Serdar Yegulalp
Senior Writer

Microsoft treads on Node.js’s turf with Chakra JavaScript engine

news analysis
Dec 7, 20152 mins

An open source Chakra is part of Microsoft's plans for infiltrating a world powered by JavaScript and its friends

Microsoft’s plan to open-source its Chakra JavaScript engine has far-reaching implications. Most of all, it shows that Microsoft wants to become a player in the JavaScript ecosystem that has ambitions to be a near-universal runtime for every kind of software.

The blog post detailing Chakra’s near- and far-term plans describes its evolution in parallel with JavaScript since 2008. Microsoft sees Chakra as a universal Node.js-like application engine that “powers services such as Azure DocumentDB, Cortana, and Outlook.com,” and runs “Universal Windows applications across all form factors where Windows 10 is supported.”

The Node.js connection couldn’t be more explicit since Node.js can run with Chakra under Windows 10 by using patches Microsoft submitted to the Node project.

chakra componentization Microsoft

ChakraCore, the open source heart of the Chakra JavaScript engine, is divested from any dependencies on Windows and can be ported to other platforms. Microsoft wants Chakra to be used in a broad variety of scenarios, including embedded systems.

Chakra’s open source incarnation, ChakraCore, is a version of the Chakra engine that’s been shorn of its dependencies on the Windows platform. For example, the diagnostics APIs in Chakra, which use COM, will be replaced with a new set that is platform agnostic and could be standardized or made interoperable across different implementations.

ChakraCore will then be ported to non-Windows platforms, thus becoming a part of JavaScript’s “write once, run anywhere” world. With asm.js, for example, C/C++ applications can be ported to JavaScript and run at remarkably high speeds. With WebAssembly, it’s theoretically possible to take any language, compile it to a portable bytecode, and run it in the browser — or, for that matter, any environment.

These strategies echo Microsoft’s earlier ambitions to create universal platforms. Windows was, and still is, meant to run in a plurality of environments; .Net was and is intended to provide a way to write cross-platform applications. But here Microsoft is only one player among many working on a common platform, rather than one player enforcing a common platform for many.

Serdar Yegulalp

Serdar Yegulalp is a senior writer at InfoWorld. A veteran technology journalist, Serdar has been writing about computers, operating systems, databases, programming, and other information technology topics for 30 years. Before joining InfoWorld in 2013, Serdar wrote for Windows Magazine, InformationWeek, Byte, and a slew of other publications. At InfoWorld, Serdar has covered software development, devops, containerization, machine learning, and artificial intelligence, winning several B2B journalism awards including a 2024 Neal Award and a 2025 Azbee Award for best instructional content and best how-to article, respectively. He currently focuses on software development tools and technologies and major programming languages including Python, Rust, Go, Zig, and Wasm. Tune into his weekly Dev with Serdar videos for programming tips and techniques and close looks at programming libraries and tools.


Leaving out the pictures, output each record exactly as it stands.

(Items from an interface collection)
##########
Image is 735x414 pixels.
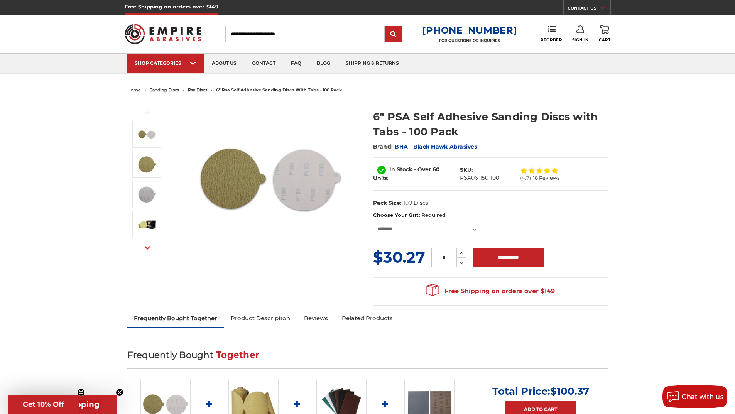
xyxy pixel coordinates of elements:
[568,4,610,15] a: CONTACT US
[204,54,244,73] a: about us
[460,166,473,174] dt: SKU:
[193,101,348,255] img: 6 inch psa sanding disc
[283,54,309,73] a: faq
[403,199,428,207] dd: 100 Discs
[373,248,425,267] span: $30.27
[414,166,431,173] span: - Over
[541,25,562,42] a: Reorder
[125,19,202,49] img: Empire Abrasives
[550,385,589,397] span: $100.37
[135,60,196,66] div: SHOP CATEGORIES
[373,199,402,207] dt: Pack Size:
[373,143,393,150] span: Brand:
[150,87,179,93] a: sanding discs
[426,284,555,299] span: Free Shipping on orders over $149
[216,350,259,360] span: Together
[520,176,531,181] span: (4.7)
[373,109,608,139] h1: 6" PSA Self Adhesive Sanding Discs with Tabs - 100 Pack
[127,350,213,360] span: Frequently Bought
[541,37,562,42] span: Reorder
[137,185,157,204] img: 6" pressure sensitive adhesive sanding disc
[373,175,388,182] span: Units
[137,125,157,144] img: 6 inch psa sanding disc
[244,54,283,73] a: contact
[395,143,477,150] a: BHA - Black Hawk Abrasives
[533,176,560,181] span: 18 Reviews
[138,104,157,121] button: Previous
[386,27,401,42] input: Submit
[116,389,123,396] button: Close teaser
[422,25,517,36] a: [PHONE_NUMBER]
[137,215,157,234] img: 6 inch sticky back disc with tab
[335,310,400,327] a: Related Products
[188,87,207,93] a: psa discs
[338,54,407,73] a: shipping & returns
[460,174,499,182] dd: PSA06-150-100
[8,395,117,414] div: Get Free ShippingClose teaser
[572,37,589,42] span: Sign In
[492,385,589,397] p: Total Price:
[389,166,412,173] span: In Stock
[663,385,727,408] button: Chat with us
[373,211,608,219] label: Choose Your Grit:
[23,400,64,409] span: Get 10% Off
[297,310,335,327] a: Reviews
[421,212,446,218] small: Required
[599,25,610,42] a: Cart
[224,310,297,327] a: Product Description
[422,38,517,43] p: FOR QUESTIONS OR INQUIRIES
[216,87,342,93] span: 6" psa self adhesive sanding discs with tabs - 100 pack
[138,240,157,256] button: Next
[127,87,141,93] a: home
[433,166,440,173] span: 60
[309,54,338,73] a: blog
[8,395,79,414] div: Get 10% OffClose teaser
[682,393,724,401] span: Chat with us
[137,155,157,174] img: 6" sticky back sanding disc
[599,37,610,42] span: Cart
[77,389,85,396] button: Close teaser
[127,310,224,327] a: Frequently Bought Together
##########
## [COMPLETED TASK]
Image is 735x414 pixels.
xyxy pixel coordinates of elements:
[568,4,610,15] a: CONTACT US
[204,54,244,73] a: about us
[460,166,473,174] dt: SKU:
[193,101,348,255] img: 6 inch psa sanding disc
[283,54,309,73] a: faq
[403,199,428,207] dd: 100 Discs
[373,248,425,267] span: $30.27
[414,166,431,173] span: - Over
[541,25,562,42] a: Reorder
[125,19,202,49] img: Empire Abrasives
[550,385,589,397] span: $100.37
[135,60,196,66] div: SHOP CATEGORIES
[373,199,402,207] dt: Pack Size:
[373,143,393,150] span: Brand:
[150,87,179,93] a: sanding discs
[426,284,555,299] span: Free Shipping on orders over $149
[216,350,259,360] span: Together
[520,176,531,181] span: (4.7)
[373,109,608,139] h1: 6" PSA Self Adhesive Sanding Discs with Tabs - 100 Pack
[127,350,213,360] span: Frequently Bought
[541,37,562,42] span: Reorder
[137,185,157,204] img: 6" pressure sensitive adhesive sanding disc
[373,175,388,182] span: Units
[137,125,157,144] img: 6 inch psa sanding disc
[244,54,283,73] a: contact
[395,143,477,150] a: BHA - Black Hawk Abrasives
[533,176,560,181] span: 18 Reviews
[138,104,157,121] button: Previous
[386,27,401,42] input: Submit
[116,389,123,396] button: Close teaser
[422,25,517,36] a: [PHONE_NUMBER]
[137,215,157,234] img: 6 inch sticky back disc with tab
[335,310,400,327] a: Related Products
[188,87,207,93] a: psa discs
[338,54,407,73] a: shipping & returns
[460,174,499,182] dd: PSA06-150-100
[8,395,117,414] div: Get Free ShippingClose teaser
[572,37,589,42] span: Sign In
[492,385,589,397] p: Total Price:
[389,166,412,173] span: In Stock
[663,385,727,408] button: Chat with us
[373,211,608,219] label: Choose Your Grit:
[23,400,64,409] span: Get 10% Off
[297,310,335,327] a: Reviews
[421,212,446,218] small: Required
[599,25,610,42] a: Cart
[224,310,297,327] a: Product Description
[422,38,517,43] p: FOR QUESTIONS OR INQUIRIES
[216,87,342,93] span: 6" psa self adhesive sanding discs with tabs - 100 pack
[138,240,157,256] button: Next
[127,87,141,93] a: home
[433,166,440,173] span: 60
[309,54,338,73] a: blog
[8,395,79,414] div: Get 10% OffClose teaser
[682,393,724,401] span: Chat with us
[137,155,157,174] img: 6" sticky back sanding disc
[599,37,610,42] span: Cart
[77,389,85,396] button: Close teaser
[127,310,224,327] a: Frequently Bought Together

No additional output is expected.